Ultimately, nonprofits and foundations must decide based on their own circumstances what degree of formality their evaluation requires—or whether they value these processes at all. Following the logic laid out above, for example, where organizations are focused on pursuing more subtle or multifaceted changes in small-scale settings like neighborhoods and using the money of the people actively engaged in driving that change, the case for formal, rigorous strategic planning and evaluation simply doesn’t seem compelling.

Third, effective strategic planning and evaluation processes should yield robust, quantitative goals and metrics. Because the core purpose of these processes is to enable organizations to take productive actions, the goals and metrics that frame those actions must capture their most important elements and make it possible to monitor and measure them. And by definition, the metrics should be clear, precise, and quantitative whenever possible. That’s not always an easy task, but there can be no doubt that ambiguity is an enemy of focus, accountability, and learning.

Fortunately, a wide array of the most common social programs and interventions that philanthropies support at significant scale—job training, education, health services, home visitation, and teen pregnancy prevention, to name a few—are relatively straightforward and can be accurately assessed using discrete, quantifiable goals and metrics. Even where they are not—as might be the case with more complex or conceptual outcomes such as individual well-being, civic engagement, or social justice—skilled planners and evaluators can and must directly confront this complexity, possibly disaggregating concepts into elements that they can specify, track and measure in ways that still enable successful action while also respecting the organization’s true intent.

All that said, it’s inevitable that some strategic planning and evaluation processes will yield goals and metrics that may seem superficial or non-productive, and those interested in improving social sector effectiveness need to call them out and improve them.
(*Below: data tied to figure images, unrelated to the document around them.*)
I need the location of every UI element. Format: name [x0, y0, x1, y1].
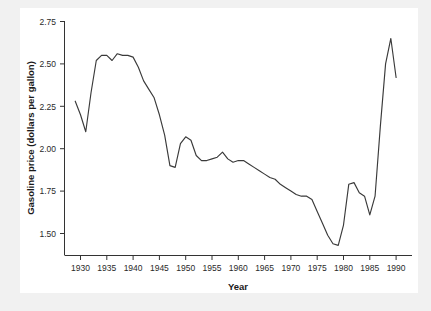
y-tick-label-275: 2.75: [39, 17, 56, 27]
x-tick-label-1980: 1980: [334, 263, 353, 273]
x-tick-label-1955: 1955: [203, 263, 222, 273]
x-tick-label-1930: 1930: [71, 263, 90, 273]
x-tick-label-1935: 1935: [97, 263, 116, 273]
x-tick-label-1985: 1985: [360, 263, 379, 273]
chart-figure: 2.75 2.50 2.25 2.00 1.75 1.50 1930 1935 …: [0, 0, 431, 311]
gasoline-price-line-chart: 2.75 2.50 2.25 2.00 1.75 1.50 1930 1935 …: [0, 0, 431, 311]
x-tick-label-1950: 1950: [176, 263, 195, 273]
x-axis-title: Year: [228, 281, 248, 292]
x-tick-label-1975: 1975: [308, 263, 327, 273]
y-axis-ticks: [60, 22, 65, 234]
x-tick-label-1990: 1990: [387, 263, 406, 273]
x-axis-ticks: [81, 256, 397, 261]
data-series-line-gasoline-price: [75, 38, 396, 245]
y-tick-label-250: 2.50: [39, 59, 56, 69]
y-tick-label-225: 2.25: [39, 102, 56, 112]
y-axis-title: Gasoline price (dollars per gallon): [25, 61, 36, 215]
x-tick-label-1965: 1965: [255, 263, 274, 273]
x-tick-label-1960: 1960: [229, 263, 248, 273]
x-tick-label-1940: 1940: [124, 263, 143, 273]
y-tick-label-175: 1.75: [39, 186, 56, 196]
y-tick-label-150: 1.50: [39, 229, 56, 239]
x-tick-label-1945: 1945: [150, 263, 169, 273]
y-tick-label-200: 2.00: [39, 144, 56, 154]
x-tick-label-1970: 1970: [281, 263, 300, 273]
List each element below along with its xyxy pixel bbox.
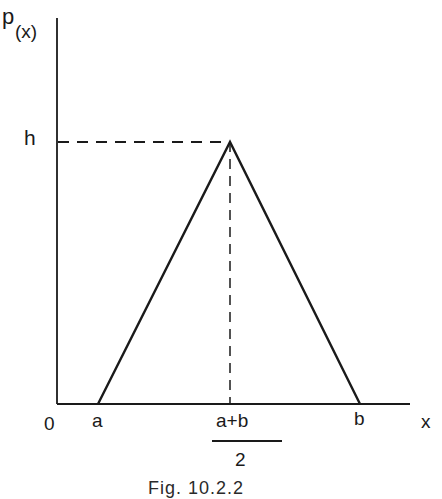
x-tick-a: a xyxy=(92,411,103,430)
y-axis-label: p xyxy=(2,6,14,28)
x-tick-midpoint-denominator: 2 xyxy=(235,450,246,469)
x-tick-midpoint-numerator: a+b xyxy=(216,411,248,430)
x-tick-origin: 0 xyxy=(44,414,55,433)
y-tick-h: h xyxy=(24,127,36,148)
figure-caption: Fig. 10.2.2 xyxy=(148,478,244,499)
triangular-pdf-curve xyxy=(98,142,360,404)
x-axis-label: x xyxy=(421,412,431,431)
x-tick-b: b xyxy=(354,409,365,428)
y-axis-label-subscript: (x) xyxy=(15,22,37,41)
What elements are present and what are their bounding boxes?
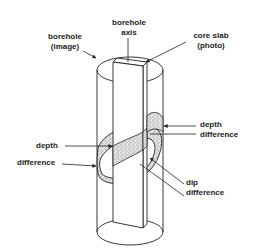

But organizations can’t abandon altogether the search for reliable metrics simply because the challenge of getting it right is arduous.

Still, the question remains: Are foundations and nonprofits overinvesting in strategic planning and evaluation? It’s possible that the pendulum has swung too far in some circumstances. But if so, this would still be a welcome change from prior decades when information about philanthropic aims and outcomes was scarce and rigorous strategic planning and evaluation hard to come by. Indeed, it’s sobering to contemplate how much money the social sector has wasted over the years because foundations or nonprofits unknowingly funded ineffective programs and interventions. When all is said and done, it is that specter that should inspire us to help our very diverse community of nonprofits and philanthropies find their best paths forward.